20. Tsuzuki T, Hernandez DJ, Aydin H, Trock B, Walsh PC, Epstein JI. Prediction of extraprostatic extension in the neurovascular bundle based on prostate needle biopsy pathology, serum prostate specific antigen and digital rectal examination. J Urol. 2005. 173:450–453.
21. Cookson MS, Fleshner NE, Soloway SM, Fair WR. Correlation between Gleason score of needle biopsy and radical prostatectomy specimen: accuracy and clinical implications.
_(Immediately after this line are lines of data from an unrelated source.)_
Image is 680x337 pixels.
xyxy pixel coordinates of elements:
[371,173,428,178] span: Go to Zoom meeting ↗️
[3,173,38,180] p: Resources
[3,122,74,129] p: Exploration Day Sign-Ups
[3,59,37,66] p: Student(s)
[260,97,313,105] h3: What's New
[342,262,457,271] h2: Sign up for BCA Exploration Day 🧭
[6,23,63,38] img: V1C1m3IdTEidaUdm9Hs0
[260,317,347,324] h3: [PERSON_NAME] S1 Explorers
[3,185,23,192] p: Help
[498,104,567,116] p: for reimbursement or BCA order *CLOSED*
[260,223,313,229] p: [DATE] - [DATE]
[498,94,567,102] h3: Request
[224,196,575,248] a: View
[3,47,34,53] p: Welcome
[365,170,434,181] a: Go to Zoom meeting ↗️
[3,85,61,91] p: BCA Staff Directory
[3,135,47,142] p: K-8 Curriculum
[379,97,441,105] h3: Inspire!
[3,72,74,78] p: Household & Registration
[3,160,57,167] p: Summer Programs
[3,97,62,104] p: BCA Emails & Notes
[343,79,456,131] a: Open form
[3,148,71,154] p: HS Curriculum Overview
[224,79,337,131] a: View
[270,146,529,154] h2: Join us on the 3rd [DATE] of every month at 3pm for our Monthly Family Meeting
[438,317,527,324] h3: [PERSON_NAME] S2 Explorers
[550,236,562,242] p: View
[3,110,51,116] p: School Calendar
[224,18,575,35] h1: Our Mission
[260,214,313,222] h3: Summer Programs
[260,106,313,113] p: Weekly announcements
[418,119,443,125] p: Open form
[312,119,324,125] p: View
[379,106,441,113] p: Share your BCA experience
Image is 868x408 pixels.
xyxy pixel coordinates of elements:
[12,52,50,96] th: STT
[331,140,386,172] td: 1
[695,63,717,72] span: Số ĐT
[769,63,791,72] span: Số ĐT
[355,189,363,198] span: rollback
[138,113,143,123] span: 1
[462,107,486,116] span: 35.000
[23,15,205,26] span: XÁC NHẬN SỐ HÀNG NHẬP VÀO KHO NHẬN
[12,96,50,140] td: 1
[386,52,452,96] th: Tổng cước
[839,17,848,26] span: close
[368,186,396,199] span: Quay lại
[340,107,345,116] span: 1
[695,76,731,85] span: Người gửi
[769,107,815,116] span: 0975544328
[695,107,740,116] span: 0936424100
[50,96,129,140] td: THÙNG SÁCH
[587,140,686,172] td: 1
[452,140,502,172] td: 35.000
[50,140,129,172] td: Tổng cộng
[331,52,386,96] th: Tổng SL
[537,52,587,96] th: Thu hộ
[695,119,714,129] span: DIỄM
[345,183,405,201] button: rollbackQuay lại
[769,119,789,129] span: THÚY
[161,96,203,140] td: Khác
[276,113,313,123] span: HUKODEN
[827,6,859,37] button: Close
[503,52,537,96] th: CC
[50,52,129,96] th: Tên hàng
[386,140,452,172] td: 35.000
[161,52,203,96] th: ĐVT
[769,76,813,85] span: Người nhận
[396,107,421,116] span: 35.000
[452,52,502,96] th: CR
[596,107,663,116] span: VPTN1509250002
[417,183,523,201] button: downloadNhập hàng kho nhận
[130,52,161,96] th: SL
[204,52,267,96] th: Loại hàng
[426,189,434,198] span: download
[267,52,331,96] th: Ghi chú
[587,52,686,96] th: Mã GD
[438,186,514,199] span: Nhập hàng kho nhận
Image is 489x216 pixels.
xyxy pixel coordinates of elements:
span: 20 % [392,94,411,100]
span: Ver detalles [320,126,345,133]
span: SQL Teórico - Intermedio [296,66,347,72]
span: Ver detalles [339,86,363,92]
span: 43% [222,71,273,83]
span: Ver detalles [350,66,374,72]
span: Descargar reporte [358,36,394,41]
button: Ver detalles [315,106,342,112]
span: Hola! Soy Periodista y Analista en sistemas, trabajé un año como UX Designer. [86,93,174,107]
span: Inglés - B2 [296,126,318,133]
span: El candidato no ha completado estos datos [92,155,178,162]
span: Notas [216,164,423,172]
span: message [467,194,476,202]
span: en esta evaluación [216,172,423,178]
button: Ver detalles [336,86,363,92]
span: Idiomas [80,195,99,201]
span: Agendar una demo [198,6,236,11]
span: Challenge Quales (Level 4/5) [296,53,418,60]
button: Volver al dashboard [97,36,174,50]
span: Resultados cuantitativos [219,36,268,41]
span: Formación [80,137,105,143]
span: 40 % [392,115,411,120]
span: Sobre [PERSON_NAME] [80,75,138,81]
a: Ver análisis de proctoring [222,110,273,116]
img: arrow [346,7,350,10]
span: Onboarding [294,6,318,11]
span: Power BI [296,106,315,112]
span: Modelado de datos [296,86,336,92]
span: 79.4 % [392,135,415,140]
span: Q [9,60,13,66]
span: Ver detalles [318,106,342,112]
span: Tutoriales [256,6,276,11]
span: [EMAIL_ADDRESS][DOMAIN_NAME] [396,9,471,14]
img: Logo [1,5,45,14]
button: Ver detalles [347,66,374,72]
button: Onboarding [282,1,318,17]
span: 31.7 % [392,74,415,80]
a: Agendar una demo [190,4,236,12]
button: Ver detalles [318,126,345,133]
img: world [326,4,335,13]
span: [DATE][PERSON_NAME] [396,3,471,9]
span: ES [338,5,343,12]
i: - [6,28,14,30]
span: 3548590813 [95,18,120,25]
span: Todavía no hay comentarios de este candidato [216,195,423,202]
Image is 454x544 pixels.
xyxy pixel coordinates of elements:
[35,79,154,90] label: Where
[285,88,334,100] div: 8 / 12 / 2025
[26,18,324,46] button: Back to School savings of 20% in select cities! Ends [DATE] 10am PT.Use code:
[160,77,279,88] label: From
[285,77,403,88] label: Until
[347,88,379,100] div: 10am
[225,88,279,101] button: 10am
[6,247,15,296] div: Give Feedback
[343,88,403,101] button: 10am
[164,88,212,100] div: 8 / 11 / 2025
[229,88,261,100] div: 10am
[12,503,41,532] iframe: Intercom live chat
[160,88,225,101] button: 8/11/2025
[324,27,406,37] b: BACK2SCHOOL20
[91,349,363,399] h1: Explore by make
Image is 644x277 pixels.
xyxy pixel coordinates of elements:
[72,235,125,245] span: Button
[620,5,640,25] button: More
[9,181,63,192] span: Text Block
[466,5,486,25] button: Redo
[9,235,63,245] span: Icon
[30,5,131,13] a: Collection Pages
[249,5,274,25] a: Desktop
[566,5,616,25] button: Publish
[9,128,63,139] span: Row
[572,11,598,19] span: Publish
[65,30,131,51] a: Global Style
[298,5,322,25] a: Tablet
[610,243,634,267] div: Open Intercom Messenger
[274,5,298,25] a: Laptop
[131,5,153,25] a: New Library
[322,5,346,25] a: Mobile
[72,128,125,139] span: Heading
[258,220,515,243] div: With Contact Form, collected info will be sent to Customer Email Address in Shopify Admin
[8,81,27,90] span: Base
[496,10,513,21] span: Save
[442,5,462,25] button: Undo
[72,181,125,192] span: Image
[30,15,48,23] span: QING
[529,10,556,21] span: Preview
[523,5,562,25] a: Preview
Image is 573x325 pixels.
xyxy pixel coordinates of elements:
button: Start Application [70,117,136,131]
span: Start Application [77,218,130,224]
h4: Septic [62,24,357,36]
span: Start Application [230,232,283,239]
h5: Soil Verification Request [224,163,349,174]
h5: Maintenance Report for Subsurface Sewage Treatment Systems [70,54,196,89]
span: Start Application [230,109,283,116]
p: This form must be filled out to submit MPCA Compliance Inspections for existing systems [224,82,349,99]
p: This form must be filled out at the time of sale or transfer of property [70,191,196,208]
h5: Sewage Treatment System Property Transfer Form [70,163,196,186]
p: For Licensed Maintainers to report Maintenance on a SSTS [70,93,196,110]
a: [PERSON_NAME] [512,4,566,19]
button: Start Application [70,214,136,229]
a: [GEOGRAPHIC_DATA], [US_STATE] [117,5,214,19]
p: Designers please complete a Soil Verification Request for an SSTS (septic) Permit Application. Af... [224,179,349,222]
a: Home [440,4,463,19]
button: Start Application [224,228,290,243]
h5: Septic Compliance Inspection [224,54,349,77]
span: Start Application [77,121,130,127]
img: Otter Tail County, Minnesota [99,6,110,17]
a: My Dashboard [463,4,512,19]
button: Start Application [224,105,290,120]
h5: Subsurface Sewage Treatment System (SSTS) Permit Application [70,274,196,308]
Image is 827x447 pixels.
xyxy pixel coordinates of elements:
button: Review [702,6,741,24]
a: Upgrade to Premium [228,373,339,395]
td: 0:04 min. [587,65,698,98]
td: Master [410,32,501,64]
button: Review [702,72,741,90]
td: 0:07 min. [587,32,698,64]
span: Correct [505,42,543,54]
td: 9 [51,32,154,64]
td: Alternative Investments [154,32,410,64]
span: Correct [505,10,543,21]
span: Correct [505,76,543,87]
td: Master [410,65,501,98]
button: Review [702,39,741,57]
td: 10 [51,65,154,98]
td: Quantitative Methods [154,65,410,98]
J Urol. 1997. 157:559–562.
22. Wang X, Brannigank RE, Rademaker AW, McVary KT, Oyasu R. One core positive prostate biopsy is a poor predictor of cancer volume in the radical prostatectomy specimen. J Urol. 1997. 158:1431–1435.
23. Cheng L, Slezak J, Bergstralh EJ, Myers RP, Zincke H, Bostwick DG. Preoperative prediction of surgical margin status in patients with prostate cancer treated by radical prostatectomy. J Clin Oncol. 2000. 18:2862–2868.
24. Gancarczyk KJ, Wu H, McLeod DG, Kane C, Kusuda L, Lance R, et al. Using the percentage of biopsy cores positive for cancer, pretreatment PSA, and highest biopsy Gleason sum to predict pathologic stage after radical prostatectomy: the Center for Prostate Disease Research nomograms. Urology. 2003. 61:589–595.
25. Noguchi M, Stamey TA, McNeal JE, Yemoto CM. Relationship between systematic biopsies and histological features of 222 radical prostatectomy specimens: lack of prediction of tumor significance for men with nonpalpable prostate cancer. J Urol. 2001. 166:104–109.
26. Noldus J, Stamey TA. Limitations of serum prostate specific antigen in predicting peripheral and transition zone cancer volumes as measured by correlation coefficients. J Urol. 1996. 155:232–237.
27. Seaman EK, Whang IS, Cooner W, Olsson CA, Benson MC. Predictive value of prostate-specific antigen density for the presence of micrometastatic carcinoma of the prostate. Urology. 1994. 43:645–648.
28. Taneja SS, Hsu EI, Cheli CD, Walden P, Bartsch G, Horninger W, et al. Complexed prostate-specific antigen as a staging tool: results based on a multicenter prospective evaluation of complexed prostate-specific antigen in cancer diagnosis. Urology. 2002. 60:4 Suppl 1. 10–17.
29. Naya Y, Fritsche HA, Cheli CD, Stamey TA, Bartsch G, Brawer MK, et al. Volume indexes of total, free, and complexed prostate- specific antigen enhance prediction of extraprostatic disease extension in men with nonpalpable prostate cancer. Urology. 2003. 62:1058–1062.